I never told my parents about what happened on the cliff. I would have been punished and severely restricted for my foolishness. I also never saw the boy or the white dog again. I couldn't imagine the dog stopped the evil boy from throwing rocks. It seems unlikely, although someone or something did. There was one place in the fence that had been torn away and the dog could have easily maneuvered through that.
But whatever happened, the dog led me to Mrs. N., and that established a new pasttime for the visits to my grandmother's. Instead of running to the cliff, I made my way to her. After telling her my news -- silly stories about other children, teachers, fights with siblings -- she would talk. Her stories were those of a lonely old woman who needed a friend too. And she found a willing listener in the middle child from Alabama who so obviously irritated the grandmother next door with too much energy and exuberance, especially compared to the quieter siblings whose company she preferred.
Mrs. N. did not treat me as a child. She would stare into the distance, her face twisted in grief, and talk about her husband's long, agonizing death from pneumonia during a time when medicine could not save him. She could not get over this, her inability to keep death at bay, her tortured nights trying to ease his suffering. I remember her voice, specific details of his death, as though we talked only last week.
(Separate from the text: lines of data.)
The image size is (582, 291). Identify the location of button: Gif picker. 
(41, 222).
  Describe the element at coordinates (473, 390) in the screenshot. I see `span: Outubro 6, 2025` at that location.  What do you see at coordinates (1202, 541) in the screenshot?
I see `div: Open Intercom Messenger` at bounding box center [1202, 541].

Even as a young child, I was honored to bear witness to her pain. She had granted me entrance into the carefully locked and barred world of grownup suffering. And, I am convinced, she kept me from causing more with my wild forays on the cliffs, an adventure that was certain, in time, to end in tragedy.
Mrs. N. and the white dog. The first of three big white dogs. The one who made it possible to recognize the ones who came after.